Go back

Help for the helpers

Image: Chris McAndrews [CC BY 3.0], via Wikimedia Commons

Government must clarify whether student nurses on the frontline should pay tuition, says Robert Halfon

Across the country, countless people have stepped forward during the Covid-19 pandemic to help others and their communities cope in these uncertain and troubling times—from teachers and school staff looking after vulnerable pupils and the children of key workers, to supermarket employees making sure we have enough to eat. And at the very frontline of this battle against the virus, health workers have continued to work every day to look after those suffering.

Among our NHS heroes are thousands who have opted to put themselves on this frontline by volunteering to work in hospitals. This includes the final-year student nurses who were enrolled on a temporary register to enable them to work on coronavirus wards. 

No clarity 

We should all be thanking these people for their commitment and ensuring that everything is done to support and reward their hard work. But while Health Education England has promised that none of them will suffer financially as a result of their vital service, there is still no clarity on whether they will continue to pay their tuition fees while they are providing it.

As chair of the House of Commons’ education committee, I have asked the education secretary to explain whether those helping on the frontline will be expected to continue to pay fees during the pandemic. The government has rightly scrapped the extra charge NHS staff and care workers from overseas were having to pay towards the health service. In the same way, student nurses working in the NHS should be financially supported in every way possible.

Degree apprenticeships

The question of fees throws new light on training of nurses and the best way they can be supported at the start of their careers. I have always been a strong advocate of nursing degree apprenticeships and I hope there can now be a renewed focus on this underused method for entering such a valued profession.

Degree apprenticeships allow nurses to earn while they learn and take some of the financial worries away when students should be concentrating on studying. Learning is done in a flexible way and fits around work commitments. Tuition fees are paid and at the end students receive a full degree in one of the most employable of fields.

Not only do apprenticeships help people climb the education ladder of opportunity but they play an important role in plugging the nation’s skills gaps. Degree apprenticeships truly should be seen as the jewel in the crown of technical education.

Yet despite the benefits of nursing degree apprenticeships—and the government’s commitment to delivering 50,000 more nurses by 2025—there have been just 1,800 nursing apprentices since the scheme started in 2017. The number of applications for nursing degrees has fallen by a third since the abolition of bursaries and there has been a worrying drop in the number of applications from mature students. While the return of bursaries is welcome, there is more work to be done to attract students to this most valuable of professions. 

Lack of imagination 

In the last parliament, my committee, made up of members from different parties across the House of Commons, called for a much sharper focus on the nursing degree apprenticeships programme. As the figures show, uptake has been far too slow, and the Department for Education has shown a lack of imagination and foresight in adapting apprenticeships to meet the needs of the NHS. We issued an appeal to tear down the barriers preventing the system from being used to its full potential, so future nurses can have a real choice about their route into the profession.

One way to do this is to introduce much more flexibility in the use of the apprenticeship levy. It should be used to backfill the cost of additional staff to cover apprentices during training time, and employers should be given much longer to spend the levy. 

There should also be a striking shift in the way we promote nursing apprenticeships. A proper government taskforce needs to drive it forward, and an advertising campaign, financed using funds from the levy, would encourage learners to go down the nursing apprenticeship route.

The government has signalled its support for nursing degree apprenticeships, but the idea that they are a realistic route into the profession is currently a mirage. The Covid-19 pandemic has presented many challenges but there are also clear opportunities. By removing the existing roadblocks and promoting degree apprenticeships, we can ensure our nurses of the future, who we will rely on to keep us safe and well, are properly supported and truly valued. 

Robert Halfon is a Conservative MP and chair of the House of Commons education committee.

On 29 April, as a result of Research Professional News’s campaigning on the issue of healthcare students’ tuition fee debt, Halfon asked the education secretary about the issue. On 27 May, he also asked the prime minister, Boris Johnson, about the status of nurses’ debt.

Research Professional News’s campaign, Our Debt Not Theirs, urges the government to government to immediately guarantee that students working on the NHS front line during the coronavirus pandemic will not pay tuition fees while they work. Once that guarantee is in place, the government must take action to reimburse tuition fees or forgive tuition fee debt for all current nursing, midwifery and allied healthcare students.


* [Exercise goal] Using the entries that follow, report how many lines contain the word "ffffff". Only the number is wanted.

═══ Source material

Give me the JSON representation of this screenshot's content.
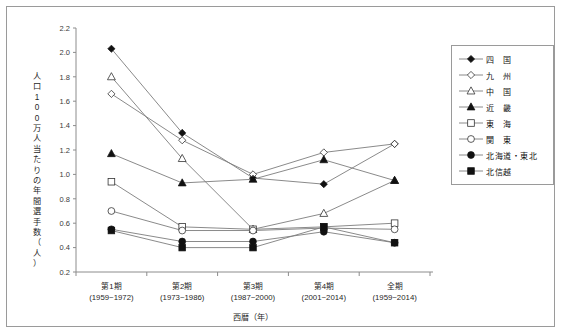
{
  "chart_data": {
    "type": "line",
    "title": "",
    "xlabel": "西暦（年）",
    "ylabel": "人口100万人当たりの年間選手数（人）",
    "ylabel_chars": [
      "人",
      "口",
      "1",
      "0",
      "0",
      "万",
      "人",
      "当",
      "た",
      "り",
      "の",
      "年",
      "間",
      "選",
      "手",
      "数",
      "（",
      "人",
      "）"
    ],
    "categories": [
      "第1期",
      "第2期",
      "第3期",
      "第4期",
      "全期"
    ],
    "category_sublabels": [
      "(1959~1972)",
      "(1973~1986)",
      "(1987~2000)",
      "(2001~2014)",
      "(1959~2014)"
    ],
    "ylim": [
      0.2,
      2.2
    ],
    "yticks": [
      "2.2",
      "2.0",
      "1.8",
      "1.6",
      "1.4",
      "1.2",
      "1.0",
      "0.8",
      "0.6",
      "0.4",
      "0.2"
    ],
    "grid": false,
    "legend_position": "right",
    "series": [
      {
        "name": "四　国",
        "marker": "diamond-filled",
        "values": [
          2.03,
          1.34,
          0.97,
          0.92,
          1.25
        ]
      },
      {
        "name": "九　州",
        "marker": "diamond-open",
        "values": [
          1.66,
          1.28,
          1.0,
          1.18,
          1.25
        ]
      },
      {
        "name": "中　国",
        "marker": "triangle-open",
        "values": [
          1.8,
          1.13,
          0.55,
          0.68,
          0.95
        ]
      },
      {
        "name": "近　畿",
        "marker": "triangle-filled",
        "values": [
          1.17,
          0.93,
          0.96,
          1.12,
          0.95
        ]
      },
      {
        "name": "東　海",
        "marker": "square-open",
        "values": [
          0.94,
          0.57,
          0.55,
          0.57,
          0.6
        ]
      },
      {
        "name": "関　東",
        "marker": "circle-open",
        "values": [
          0.7,
          0.54,
          0.54,
          0.56,
          0.55
        ]
      },
      {
        "name": "北海道・東北",
        "marker": "circle-filled",
        "values": [
          0.55,
          0.45,
          0.45,
          0.53,
          0.44
        ]
      },
      {
        "name": "北信越",
        "marker": "square-filled",
        "values": [
          0.54,
          0.4,
          0.4,
          0.57,
          0.44
        ]
      }
    ]
  },
  "colors": {
    "frame": "#9a9a9a",
    "axis": "#8c8c8c",
    "line": "#7d7d7d",
    "marker_fill": "#111111",
    "marker_open": "#ffffff",
    "background": "#ffffff"
  }
}
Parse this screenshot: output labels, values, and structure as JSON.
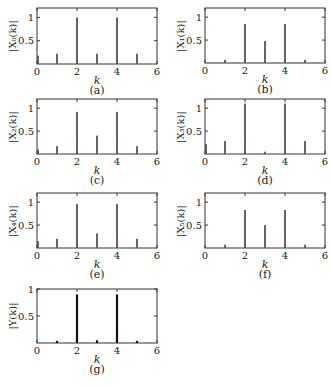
{
  "chart_data": [
    {
      "type": "bar",
      "id": "a",
      "caption": "(a)",
      "ylabel": "|X₀(k)|",
      "xlabel": "k",
      "x": [
        0,
        1,
        2,
        3,
        4,
        5
      ],
      "values": [
        0.18,
        0.22,
        1.0,
        0.22,
        1.0,
        0.22
      ],
      "xlim": [
        0,
        6
      ],
      "ylim": [
        0,
        1.2
      ],
      "xticks": [
        0,
        2,
        4,
        6
      ],
      "yticks": [
        0.5,
        1
      ],
      "ytick_labels": [
        "0.5",
        "1"
      ],
      "grid": false
    },
    {
      "type": "bar",
      "id": "b",
      "caption": "(b)",
      "ylabel": "|X₁(k)|",
      "xlabel": "k",
      "x": [
        0,
        1,
        2,
        3,
        4,
        5
      ],
      "values": [
        0.0,
        0.07,
        0.85,
        0.48,
        0.85,
        0.07
      ],
      "xlim": [
        0,
        6
      ],
      "ylim": [
        0,
        1.2
      ],
      "xticks": [
        0,
        2,
        4,
        6
      ],
      "yticks": [
        0.5,
        1
      ],
      "ytick_labels": [
        "0.5",
        "1"
      ],
      "grid": false
    },
    {
      "type": "bar",
      "id": "c",
      "caption": "(c)",
      "ylabel": "|X₂(k)|",
      "xlabel": "k",
      "x": [
        0,
        1,
        2,
        3,
        4,
        5
      ],
      "values": [
        0.1,
        0.17,
        0.92,
        0.4,
        0.92,
        0.17
      ],
      "xlim": [
        0,
        6
      ],
      "ylim": [
        0,
        1.2
      ],
      "xticks": [
        0,
        2,
        4,
        6
      ],
      "yticks": [
        0.5,
        1
      ],
      "ytick_labels": [
        "0.5",
        "1"
      ],
      "grid": false
    },
    {
      "type": "bar",
      "id": "d",
      "caption": "(d)",
      "ylabel": "|X₃(k)|",
      "xlabel": "k",
      "x": [
        0,
        1,
        2,
        3,
        4,
        5
      ],
      "values": [
        0.22,
        0.28,
        1.1,
        0.05,
        1.1,
        0.28
      ],
      "xlim": [
        0,
        6
      ],
      "ylim": [
        0,
        1.2
      ],
      "xticks": [
        0,
        2,
        4,
        6
      ],
      "yticks": [
        0.5,
        1
      ],
      "ytick_labels": [
        "0.5",
        "1"
      ],
      "grid": false
    },
    {
      "type": "bar",
      "id": "e",
      "caption": "(e)",
      "ylabel": "|X₄(k)|",
      "xlabel": "k",
      "x": [
        0,
        1,
        2,
        3,
        4,
        5
      ],
      "values": [
        0.15,
        0.2,
        0.96,
        0.32,
        0.96,
        0.2
      ],
      "xlim": [
        0,
        6
      ],
      "ylim": [
        0,
        1.2
      ],
      "xticks": [
        0,
        2,
        4,
        6
      ],
      "yticks": [
        0.5,
        1
      ],
      "ytick_labels": [
        "0.5",
        "1"
      ],
      "grid": false
    },
    {
      "type": "bar",
      "id": "f",
      "caption": "(f)",
      "ylabel": "|X₅(k)|",
      "xlabel": "k",
      "x": [
        0,
        1,
        2,
        3,
        4,
        5
      ],
      "values": [
        0.0,
        0.07,
        0.83,
        0.5,
        0.83,
        0.07
      ],
      "xlim": [
        0,
        6
      ],
      "ylim": [
        0,
        1.2
      ],
      "xticks": [
        0,
        2,
        4,
        6
      ],
      "yticks": [
        0.5,
        1
      ],
      "ytick_labels": [
        "0.5",
        "1"
      ],
      "grid": false
    },
    {
      "type": "bar",
      "id": "g",
      "caption": "(g)",
      "ylabel": "|Y(k)|",
      "xlabel": "k",
      "x": [
        0,
        1,
        2,
        3,
        4,
        5
      ],
      "values": [
        0.0,
        0.04,
        0.9,
        0.05,
        0.9,
        0.04
      ],
      "xlim": [
        0,
        6
      ],
      "ylim": [
        0,
        1.0
      ],
      "xticks": [
        0,
        2,
        4,
        6
      ],
      "yticks": [
        0.5,
        1
      ],
      "ytick_labels": [
        "0.5",
        "1"
      ],
      "grid": false
    }
  ],
  "style": {
    "bar_color": "#555555",
    "bar_color_final": "#111111",
    "axis_color": "#333333"
  }
}
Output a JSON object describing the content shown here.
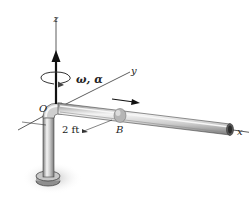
{
  "diagram": {
    "axes": {
      "z_label": "z",
      "y_label": "y",
      "x_label": "x"
    },
    "points": {
      "origin_label": "O",
      "point_b_label": "B"
    },
    "rotation_label": "ω, α",
    "dimension_label": "2 ft",
    "colors": {
      "line": "#222222",
      "pipe_fill": "#d4d4d4",
      "pipe_highlight": "#f2f2f2",
      "pipe_shadow": "#8a8a8a",
      "collar": "#b8b8b8",
      "base": "#9a9a9a",
      "shadow": "#cfcfcf"
    }
  }
}
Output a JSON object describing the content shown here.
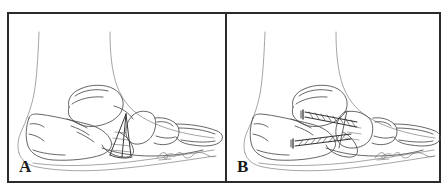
{
  "figure": {
    "kind": "medical-line-illustration",
    "background_color": "#ffffff",
    "frame_color": "#2b2b2b",
    "ink_color": "#3a3a3a",
    "light_ink_color": "#9a9a9a",
    "panels": [
      {
        "label": "A",
        "name": "panel-a",
        "caption_text": "",
        "content_description": "Lateral view of foot skeleton with soft-tissue outline of the leg; a wedge-shaped osteotomy is outlined at the midfoot with dashed guide lines marking the planned bone cut",
        "signature": "artist signature"
      },
      {
        "label": "B",
        "name": "panel-b",
        "caption_text": "",
        "content_description": "Same lateral view after correction, with the wedge closed and two threaded screws placed across the fusion site for internal fixation",
        "signature": "artist signature"
      }
    ]
  }
}
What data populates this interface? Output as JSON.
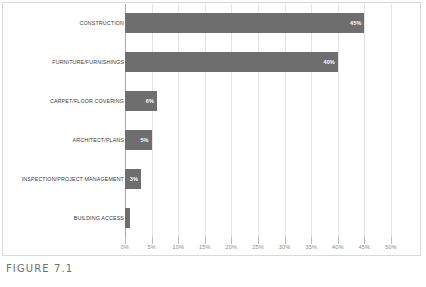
{
  "figure": {
    "caption": "FIGURE 7.1"
  },
  "chart_data": {
    "type": "bar",
    "orientation": "horizontal",
    "title": "",
    "subtitle": "",
    "xlabel": "",
    "ylabel": "",
    "xlim": [
      0,
      50
    ],
    "xtick_step": 5,
    "grid": true,
    "legend": false,
    "value_unit": "%",
    "bar_color": "#6e6e6e",
    "gridline_color": "#e3e3e3",
    "axis_color": "#a8a8a8",
    "categories": [
      "CONSTRUCTION",
      "FURNITURE/FURNISHINGS",
      "CARPET/FLOOR COVERING",
      "ARCHITECT/PLANS",
      "INSPECTION/PROJECT MANAGEMENT",
      "BUILDING ACCESS"
    ],
    "values": [
      45,
      40,
      6,
      5,
      3,
      1
    ],
    "data_labels": [
      "45%",
      "40%",
      "6%",
      "5%",
      "3%",
      ""
    ],
    "xtick_labels": [
      "0%",
      "5%",
      "10%",
      "15%",
      "20%",
      "25%",
      "30%",
      "35%",
      "40%",
      "45%",
      "50%"
    ],
    "xtick_values": [
      0,
      5,
      10,
      15,
      20,
      25,
      30,
      35,
      40,
      45,
      50
    ]
  }
}
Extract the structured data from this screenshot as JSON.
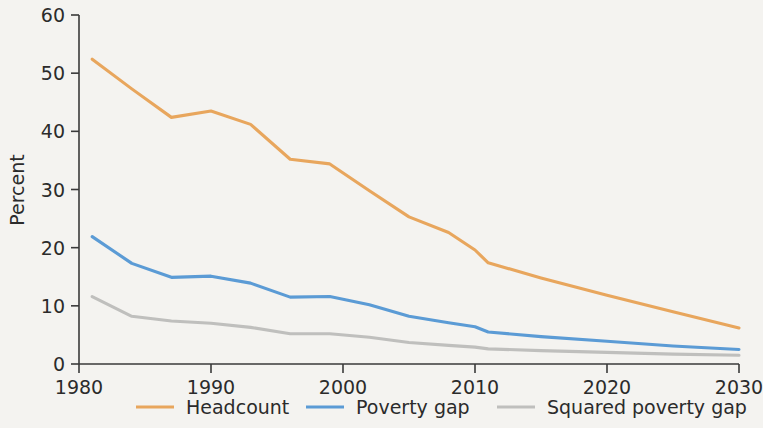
{
  "chart_data": {
    "type": "line",
    "title": "",
    "subtitle": "",
    "xlabel": "",
    "ylabel": "Percent",
    "xlim": [
      1980,
      2030
    ],
    "ylim": [
      0,
      60
    ],
    "xticks": [
      1980,
      1990,
      2000,
      2010,
      2020,
      2030
    ],
    "xtick_labels": [
      "1980",
      "1990",
      "2000",
      "2010",
      "2020",
      "2030"
    ],
    "yticks": [
      0,
      10,
      20,
      30,
      40,
      50,
      60
    ],
    "ytick_labels": [
      "0",
      "10",
      "20",
      "30",
      "40",
      "50",
      "60"
    ],
    "grid": false,
    "legend_position": "bottom",
    "series": [
      {
        "name": "Headcount",
        "color": "#e8a65d",
        "x": [
          1981,
          1984,
          1987,
          1990,
          1993,
          1996,
          1999,
          2002,
          2005,
          2008,
          2010,
          2011,
          2015,
          2020,
          2025,
          2030
        ],
        "values": [
          52.4,
          47.3,
          42.4,
          43.5,
          41.2,
          35.2,
          34.4,
          29.8,
          25.3,
          22.6,
          19.6,
          17.4,
          14.8,
          11.8,
          9.0,
          6.2
        ]
      },
      {
        "name": "Poverty gap",
        "color": "#5b9bd5",
        "x": [
          1981,
          1984,
          1987,
          1990,
          1993,
          1996,
          1999,
          2002,
          2005,
          2008,
          2010,
          2011,
          2015,
          2020,
          2025,
          2030
        ],
        "values": [
          21.9,
          17.3,
          14.9,
          15.1,
          13.9,
          11.5,
          11.6,
          10.2,
          8.2,
          7.1,
          6.4,
          5.5,
          4.7,
          3.9,
          3.1,
          2.5
        ]
      },
      {
        "name": "Squared poverty gap",
        "color": "#bfbfbd",
        "x": [
          1981,
          1984,
          1987,
          1990,
          1993,
          1996,
          1999,
          2002,
          2005,
          2008,
          2010,
          2011,
          2015,
          2020,
          2025,
          2030
        ],
        "values": [
          11.6,
          8.2,
          7.4,
          7.0,
          6.3,
          5.2,
          5.2,
          4.6,
          3.7,
          3.2,
          2.9,
          2.6,
          2.3,
          2.0,
          1.7,
          1.5
        ]
      }
    ]
  },
  "legend": {
    "items": [
      {
        "label": "Headcount",
        "color": "#e8a65d"
      },
      {
        "label": "Poverty gap",
        "color": "#5b9bd5"
      },
      {
        "label": "Squared poverty gap",
        "color": "#bfbfbd"
      }
    ]
  }
}
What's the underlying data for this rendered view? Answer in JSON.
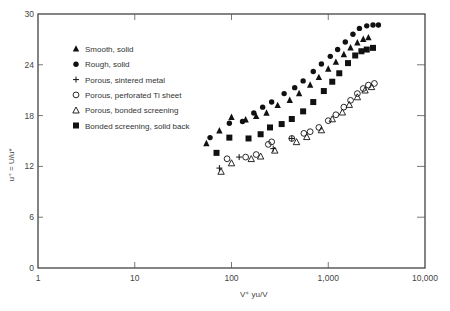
{
  "chart_data": {
    "type": "scatter",
    "title": "",
    "xlabel": "V⁺  yu/V",
    "ylabel": "u⁺ = U/u*",
    "xscale": "log",
    "xlim": [
      1,
      10000
    ],
    "ylim": [
      0,
      30
    ],
    "x_ticks": [
      "1",
      "10",
      "100",
      "1,000",
      "10,000"
    ],
    "y_ticks": [
      "0",
      "6",
      "12",
      "18",
      "24",
      "30"
    ],
    "grid": false,
    "legend_position": "upper-left inside",
    "series": [
      {
        "name": "Smooth, solid",
        "marker": "filled-triangle",
        "points": [
          [
            55,
            14.7
          ],
          [
            75,
            16.2
          ],
          [
            100,
            17.8
          ],
          [
            140,
            17.5
          ],
          [
            180,
            17.9
          ],
          [
            230,
            18.3
          ],
          [
            300,
            19.2
          ],
          [
            400,
            19.8
          ],
          [
            500,
            20.6
          ],
          [
            650,
            21.6
          ],
          [
            800,
            22.5
          ],
          [
            1000,
            23.5
          ],
          [
            1200,
            24.3
          ],
          [
            1450,
            25.2
          ],
          [
            1700,
            26.0
          ],
          [
            2000,
            26.6
          ],
          [
            2300,
            27.0
          ],
          [
            2600,
            27.2
          ]
        ]
      },
      {
        "name": "Rough, solid",
        "marker": "filled-circle",
        "points": [
          [
            60,
            15.4
          ],
          [
            95,
            17.1
          ],
          [
            130,
            17.3
          ],
          [
            170,
            18.3
          ],
          [
            210,
            19.0
          ],
          [
            260,
            19.6
          ],
          [
            350,
            20.6
          ],
          [
            450,
            21.3
          ],
          [
            550,
            22.1
          ],
          [
            700,
            23.2
          ],
          [
            850,
            24.1
          ],
          [
            1050,
            25.0
          ],
          [
            1250,
            25.8
          ],
          [
            1500,
            26.7
          ],
          [
            1800,
            27.6
          ],
          [
            2100,
            28.3
          ],
          [
            2500,
            28.6
          ],
          [
            2900,
            28.7
          ],
          [
            3300,
            28.7
          ]
        ]
      },
      {
        "name": "Porous, sintered metal",
        "marker": "plus",
        "points": [
          [
            75,
            11.8
          ],
          [
            120,
            13.1
          ],
          [
            270,
            14.1
          ],
          [
            420,
            15.3
          ]
        ]
      },
      {
        "name": "Porous, perforated Ti sheet",
        "marker": "open-circle",
        "points": [
          [
            90,
            12.9
          ],
          [
            140,
            13.1
          ],
          [
            180,
            13.4
          ],
          [
            240,
            14.6
          ],
          [
            260,
            14.9
          ],
          [
            420,
            15.3
          ],
          [
            560,
            15.9
          ],
          [
            650,
            16.1
          ],
          [
            800,
            16.6
          ],
          [
            1000,
            17.4
          ],
          [
            1200,
            18.1
          ],
          [
            1450,
            19.0
          ],
          [
            1700,
            19.8
          ],
          [
            2000,
            20.6
          ],
          [
            2300,
            21.2
          ],
          [
            2600,
            21.6
          ],
          [
            3000,
            21.8
          ]
        ]
      },
      {
        "name": "Porous, bonded screening",
        "marker": "open-triangle",
        "points": [
          [
            78,
            11.4
          ],
          [
            100,
            12.4
          ],
          [
            160,
            12.9
          ],
          [
            200,
            13.2
          ],
          [
            280,
            13.9
          ],
          [
            470,
            14.9
          ],
          [
            600,
            15.5
          ],
          [
            850,
            16.3
          ],
          [
            1100,
            17.6
          ],
          [
            1400,
            18.4
          ],
          [
            1650,
            19.3
          ],
          [
            2000,
            20.2
          ],
          [
            2400,
            21.0
          ],
          [
            2800,
            21.4
          ]
        ]
      },
      {
        "name": "Bonded screening, solid back",
        "marker": "filled-square",
        "points": [
          [
            70,
            13.6
          ],
          [
            95,
            15.4
          ],
          [
            150,
            15.3
          ],
          [
            200,
            15.8
          ],
          [
            250,
            16.6
          ],
          [
            330,
            17.0
          ],
          [
            420,
            17.6
          ],
          [
            550,
            18.5
          ],
          [
            700,
            19.6
          ],
          [
            900,
            20.9
          ],
          [
            1100,
            22.0
          ],
          [
            1300,
            23.0
          ],
          [
            1600,
            24.2
          ],
          [
            1900,
            25.1
          ],
          [
            2200,
            25.6
          ],
          [
            2500,
            25.8
          ],
          [
            2900,
            26.0
          ]
        ]
      }
    ]
  }
}
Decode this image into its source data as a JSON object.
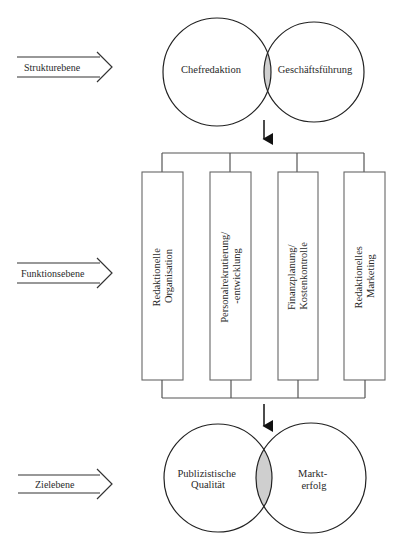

══════

* [Task solution] 3